In response, we built ourselves a way to automate that process and the result was a technology which was particularly aimed at user-generated content sites such as forums and social shopping sites.  When the recession hit and we still hadn’t got funding for the Skimbit, we realised we could take the technology we’d built for ourselves and offer it to other websites. We were our own first customers. In one respect it was really difficult to change direction because essentially I had to throw away two years of my life in a day. But as an entrepreneur you have to remove your pride from the equation.

What made it the right time to launch this business?

Up until 2008 publishers had been making good money from display advertising but when the recession hit, revenues dived and they became desperate for new ways to make money from their sites. The recession was the best thing that ever happened to us.  If we had been around a year earlier I don’t think we’d have had a business. We were a new company with no experience and no track record so without the recession the big publishing sites would not have been as open to experimenting with new monetisation technologies.

What is your unique selling point (USP)?

Affiliate marketing has been on the periphery of mainstream monetisation technology for years but wasn’t widely used because of how complex and time-consuming it was. It was a very fragmented industry with no technical sophistication whatsoever. What we’ve been able to do is take away the technical difficulty. In 30 seconds, and some copying and pasting of code, a publisher is able to do what would have take days and weeks of effort. Suddenly, affiliate marketing is accessible, ubiquitous and mainstream.

How important is brand to the growth of your company?

Generally brand is more important for a consumer business, but for us it matters enormously. We’ve made a very conscious decision to communicate that we’re not only an innovative company but one with soul and personality. So much of our business has come from word-of-mouth. One of our company mantras is that we don’t just sell our technology, we sell ourselves.

What has been your biggest challenge so far?

I think it’s the challenges that come with growth. When I started it was just me. Now it’s 30 people in three different geographies.  That takes a whole new level of organisation, people management and incentivisation. To be efficient, swift and innovative with a larger team, spread across different geographies is a challenge.

What was your breakthrough moment?

Most recently it’s been the decision to acquire Atma Links out of New York. Their technology with our network and architecture creates something really beautiful. It means we can broaden our market opportunity, and takes us to a level of distinction that will help us stand out further.

What is the sagest piece of business advice you've ever received?

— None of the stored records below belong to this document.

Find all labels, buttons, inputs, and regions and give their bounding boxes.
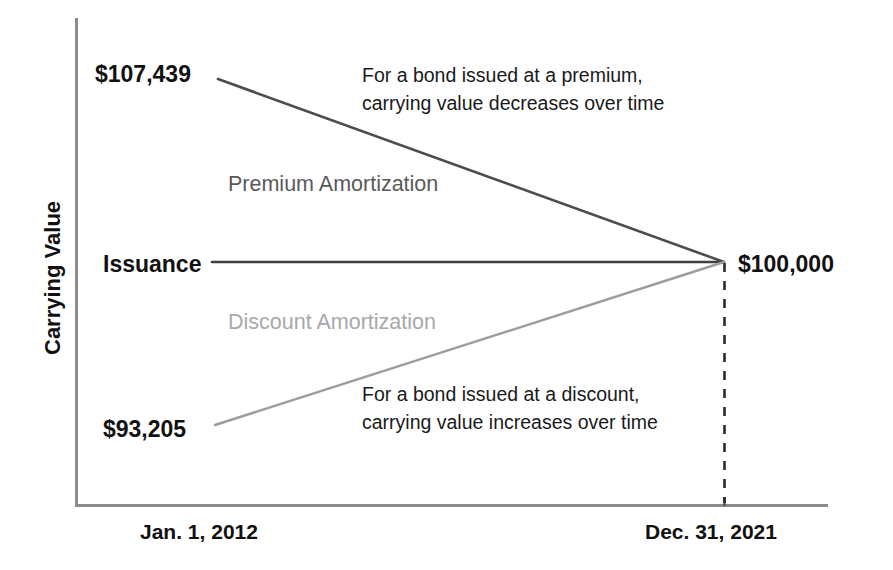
discount-annotation: For a bond issued at a discount,carrying… [362, 380, 658, 437]
discount-annotation-line1: For a bond issued at a discount, [362, 383, 640, 405]
y-axis-title: Carrying Value [38, 201, 67, 355]
premium-start-value-label: $107,439 [95, 59, 191, 89]
issuance-label: Issuance [103, 249, 201, 279]
discount-start-value-label: $93,205 [103, 414, 186, 444]
premium-annotation-line1: For a bond issued at a premium, [362, 64, 643, 86]
x-tick-label-left: Jan. 1, 2012 [140, 518, 258, 546]
premium-series-label: Premium Amortization [228, 170, 438, 198]
premium-annotation: For a bond issued at a premium,carrying … [362, 61, 664, 118]
bond-carrying-value-chart: Carrying Value $107,439 For a bond issue… [0, 0, 893, 570]
discount-annotation-line2: carrying value increases over time [362, 411, 658, 433]
maturity-value-label: $100,000 [738, 249, 834, 279]
x-tick-label-right: Dec. 31, 2021 [645, 518, 777, 546]
discount-series-label: Discount Amortization [228, 308, 436, 336]
premium-annotation-line2: carrying value decreases over time [362, 92, 664, 114]
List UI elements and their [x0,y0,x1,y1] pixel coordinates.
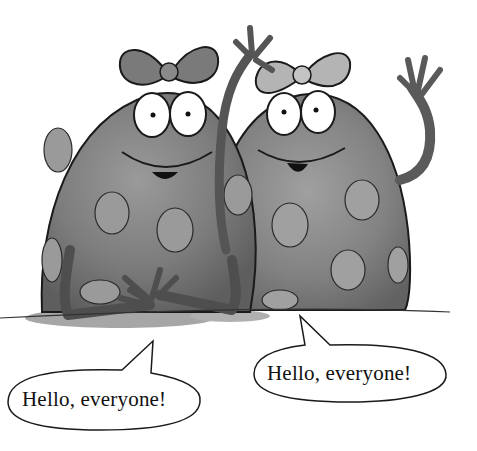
left-blob [42,28,272,315]
illustration-canvas: Hello, everyone! Hello, everyone! [0,0,477,451]
speech-bubble-right-text: Hello, everyone! [267,361,411,386]
speech-bubble-right [254,316,446,402]
speech-bubble-left-text: Hello, everyone! [22,387,166,412]
speech-bubble-left [8,341,200,430]
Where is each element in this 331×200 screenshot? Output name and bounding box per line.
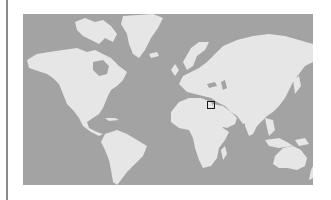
location-marker[interactable] bbox=[207, 101, 215, 109]
world-map-graphic bbox=[23, 14, 313, 185]
world-map[interactable] bbox=[23, 14, 313, 185]
vertical-divider bbox=[6, 0, 8, 200]
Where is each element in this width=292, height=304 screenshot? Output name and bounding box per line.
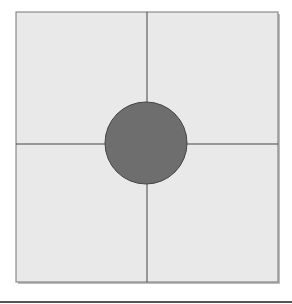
- quadrant-diagram: [0, 0, 292, 304]
- bottom-rule: [0, 301, 292, 303]
- center-circle: [105, 102, 187, 184]
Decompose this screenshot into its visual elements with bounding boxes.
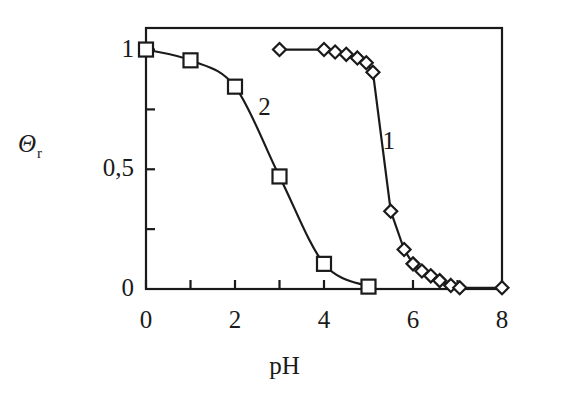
x-tick-label-0: 0 — [116, 307, 176, 332]
figure-panel: 1 0,5 0 0 2 4 6 8 Θr pH 2 1 — [0, 0, 569, 410]
axis-ticks — [146, 50, 502, 289]
series-label-2: 2 — [258, 93, 271, 121]
axes-frame — [146, 28, 502, 289]
y-tick-label-1: 1 — [64, 36, 134, 61]
y-axis-title-symbol: Θ — [18, 130, 36, 157]
x-tick-label-8: 8 — [472, 307, 532, 332]
series-label-1: 1 — [383, 127, 396, 155]
y-axis-title-subscript: r — [37, 145, 42, 161]
y-tick-label-0: 0 — [64, 275, 134, 300]
x-axis-title: pH — [0, 352, 569, 380]
x-tick-label-6: 6 — [383, 307, 443, 332]
x-tick-label-2: 2 — [205, 307, 265, 332]
series-1-curve — [273, 43, 509, 294]
y-axis-title: Θr — [18, 130, 78, 176]
chart-plot — [0, 0, 569, 410]
series-2-curve — [139, 43, 376, 294]
x-tick-label-4: 4 — [294, 307, 354, 332]
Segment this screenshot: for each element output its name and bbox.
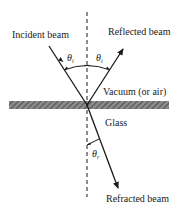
theta-i-left-label: θi [67,52,74,64]
glass-label: Glass [105,117,127,128]
reflected-beam-label: Reflected beam [108,26,171,37]
vacuum-label: Vacuum (or air) [103,86,166,98]
refracted-beam-label: Refracted beam [106,193,169,204]
incident-beam-label: Incident beam [12,29,69,40]
theta-i-right-label: θi [96,52,103,64]
refraction-diagram: Incident beam Reflected beam Vacuum (or … [0,0,183,214]
theta-r-label: θr [92,148,100,160]
diagram-canvas: Incident beam Reflected beam Vacuum (or … [0,0,183,214]
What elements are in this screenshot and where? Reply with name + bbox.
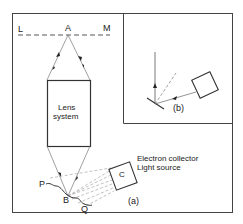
ray-a-left <box>47 35 68 80</box>
arrow-icon <box>153 83 157 88</box>
lens-label-2: system <box>53 113 78 121</box>
lens-label-1: Lens <box>58 104 75 112</box>
dashed-ray-b <box>155 73 176 104</box>
ray-b-left <box>47 146 68 196</box>
label-c: C <box>119 171 125 179</box>
c-desc-2: Light source <box>137 164 181 172</box>
ray-b-right <box>68 146 90 196</box>
label-b: B <box>63 196 69 205</box>
c-desc-1: Electron collector <box>137 155 198 163</box>
label-m: M <box>103 24 111 33</box>
arrow-icon <box>172 96 177 100</box>
box-b <box>192 72 219 99</box>
caption-b: (b) <box>173 104 184 113</box>
label-p: P <box>39 180 45 189</box>
caption-a: (a) <box>128 197 139 206</box>
label-l: L <box>18 25 23 34</box>
diagram-canvas <box>0 0 243 224</box>
label-a: A <box>65 24 71 33</box>
label-q: Q <box>81 205 88 214</box>
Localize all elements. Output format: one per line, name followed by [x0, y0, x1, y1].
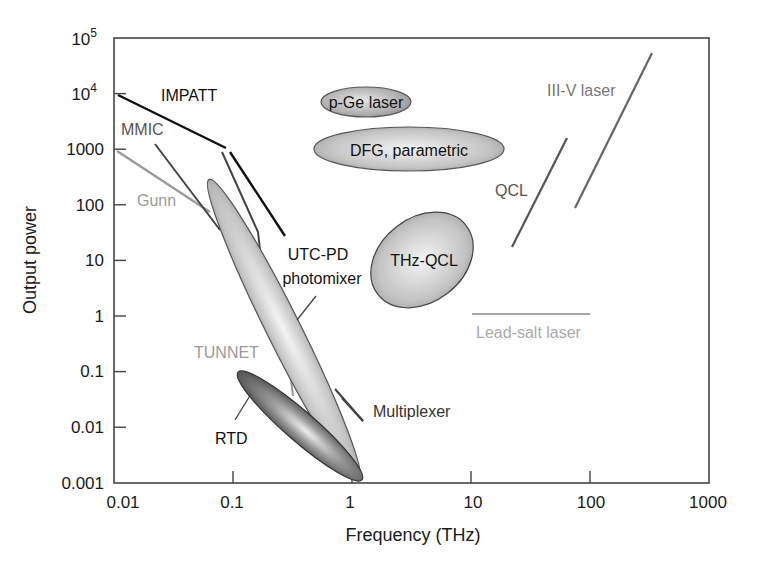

Take care of your greatest asset, and when you’re in a start-up, that’s yourself. It’s so easy to burn the candle at both ends, become exhausted and take yourself away from friends and family. You need some kind of balance because if at the end of all this you succeed but you’ve lost your family and friends, it’s not really worth it.

In this video Alicia offers her thoughts on UK innovation. She considers the potential impact of UK start-ups being more internationally ambitious from the outset and suggests this could help the UK’s entrepreneurial success rate.

We'll be publishing advice guides from more of our CEOs over the next few weeks - so watch this space!